PM announces support for farming amid industry 'crisis'
The prime minister announced a package of measures on Tuesday to help farmers - but many say more is needed to support an industry "in crisis".
Rishi Sunak used a speech at the National Farmers Union annual conference to outline government plans to boost the UK's food security.
The NFU broadly welcomed the plans but said they included no actual new money.
Farming protest groups say more needs to be done to protect UK farmers from competition posed by cheaper imports.
Mr Sunak made a bid to win farmers' trust, telling them that he believed food security "was a vital part of our national security".
"As farming changes, how we work with you in government must change too," he said.
The conference, in Birmingham, comes as farmers are struggling with rising costs, low supermarket prices and a new post-Brexit farm payments scheme that many say has focused on environmental policy over food productivity.
Josie Lewis, 25, has taken on the family dairy farm of about 200 cows in Calne, Wilts.
"I have never done anything other than farming," she told BBC News.
"I love my job. It's hard but so rewarding."
But "having enough money to pay the bills at the end of the month is a problem," Mrs Lewis said.
She added that she believed farmers had to go through too much bureaucracy to access government grants, while being undercut by cheaper food imports from countries with lower welfare standards than the UK.
"British farming is in a crisis," Mrs Lewis said.
"At the end of the day, who is going to be feeding great Britain as a country? We can't keep relying on imported goods.
"We need the government to listen to us and give us a bit more backing with funding and schemes so we can move forward and continue making a good product for members of the public."
Mr Sunak said £220m will be put into new food-productivity schemes, farm technology and automation to "reduce reliance on overseas workers" during the next financial year.
Food security
He also announced plans to cut bureaucracy around permitted development rights, so farmers can more easily diversify and develop new businesses, such as farm shops, commercial space and sporting venues.
And, while regulations are due to be laid in Parliament on Wednesday to ensure reasonable contracts for the dairy sector, similar rules for the pig and egg sector will follow.
Mr Sunak also announced the Farm to Fork food-security summit held last year will become an annual event.
He also told delegates that "we don't celebrate you enough and so on behalf of the nation I just wanted to say thank you," before saying: "I've got your back."
Ahead of the conference, many farming campaign groups had said the government needed to do more and that protests, like those in Dover over the weekend, may follow.
Martin Fox, one of the founders of Proud to Farm, said the government had already "lost the trust of the farming sector" and farmers felt "the NFU isn't listening to their concerns".
Save British Farming co-founder Liz Webster, a mixed arable and beef farmer, said: "Successive governments have given too much control to the supermarkets, who've been in a price war with each other, and it's just been a drive to make everything cheap - as cheap as possible.
"But we are tied to high standards as well, so it means that we are farming as a charity in many ways."

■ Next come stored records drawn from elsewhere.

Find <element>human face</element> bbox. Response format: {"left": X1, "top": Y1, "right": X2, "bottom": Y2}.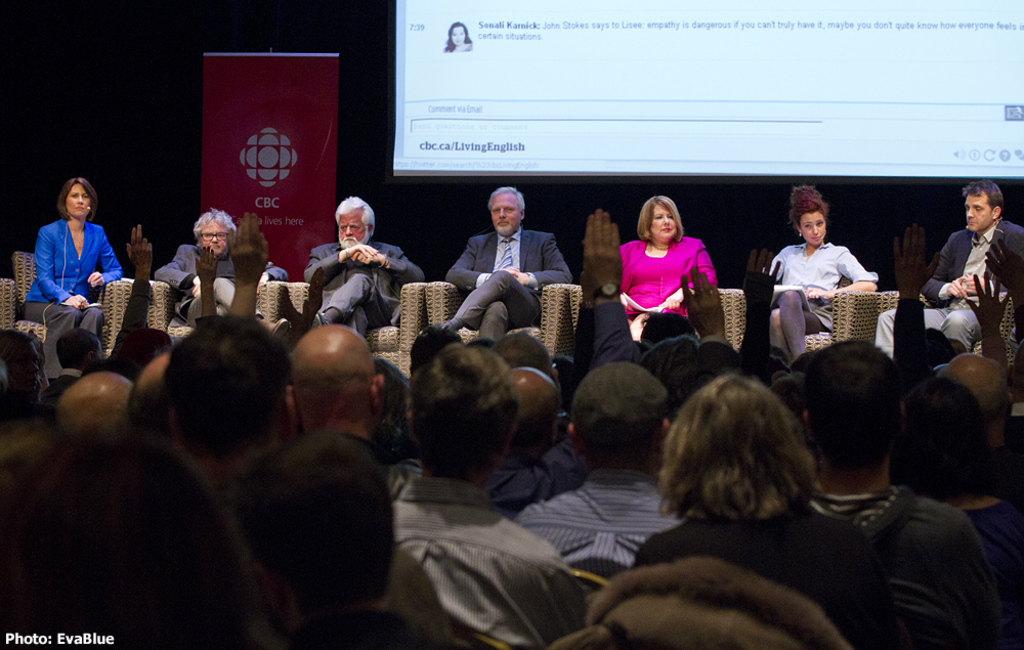
{"left": 490, "top": 194, "right": 520, "bottom": 231}.
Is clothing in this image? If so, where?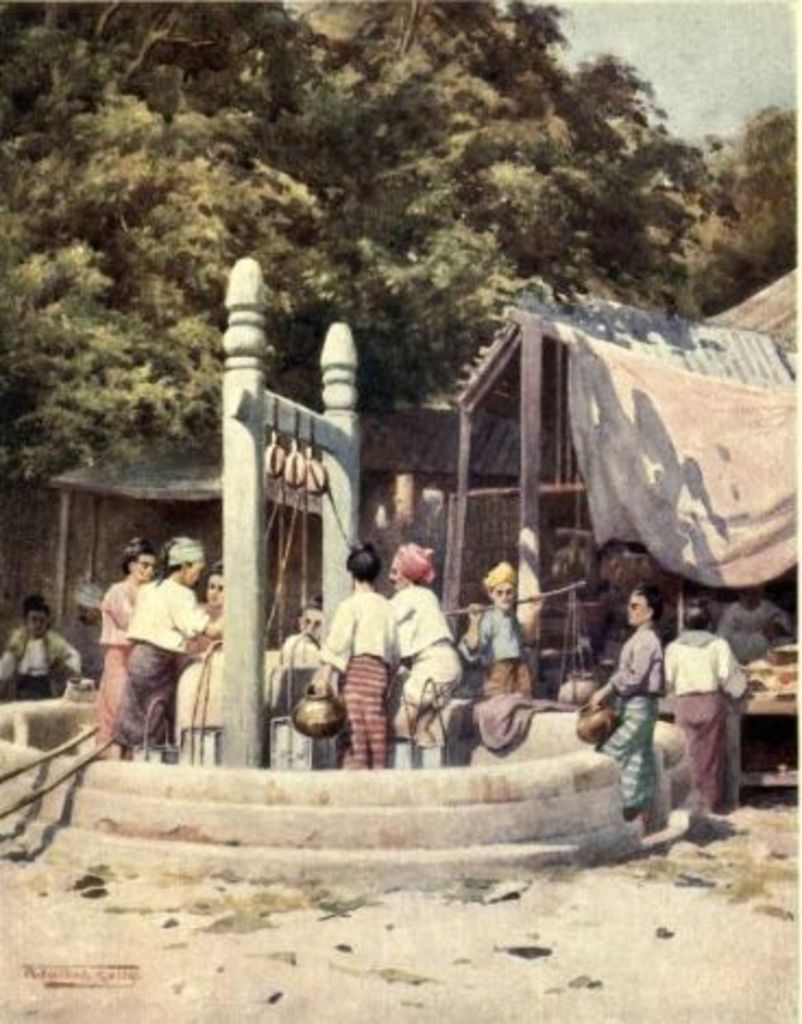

Get Fair about Farming founder Guy Singh-Watson said a long-term plan was needed to develop more routes to market for farmers, which "would not only allow British family farmers to make a fair return on their produce but also allow them to invest in decent jobs for rural communities, protecting our climate and nature and strengthening our supply of high-quality, homegrown food for generations to come".
'Instability and volatility'
NFU president Minette Batters told BBC Breakfast that although the funding pledged by the government is "old money", she welcomed a "definite step-change" by the prime minister in what she described as "effectively a new business plan for agriculture".
She said: "What we want to see is a solid plan for food production so these [farming] businesses know the road that they are on."
Ms Batters' speech to the annual conference - her last as president - also highlighted mental health problems in the farming sector.
"We know how hard farming is sometimes. We know the toll it can take. We know that mental health for many in farming is being pushed to breaking point," she said.
She also added that farmers and growers were facing "instability and volatility" when what they really needed was "certainty", with growing food given as much support as environmental work.
"The only way forward is to place as much value on the production of food as we do on protecting our environment. I've always said these things are two sides of the same coin," she said.
Meanwhile, Labour's shadow environment, food and rural affairs secretary, Steve Reed, said the government had "undermined" British farming.
"They put up trade barriers that blocked food exports and let energy bills soar out of control, crippling producers and putting thousands out of business," he said.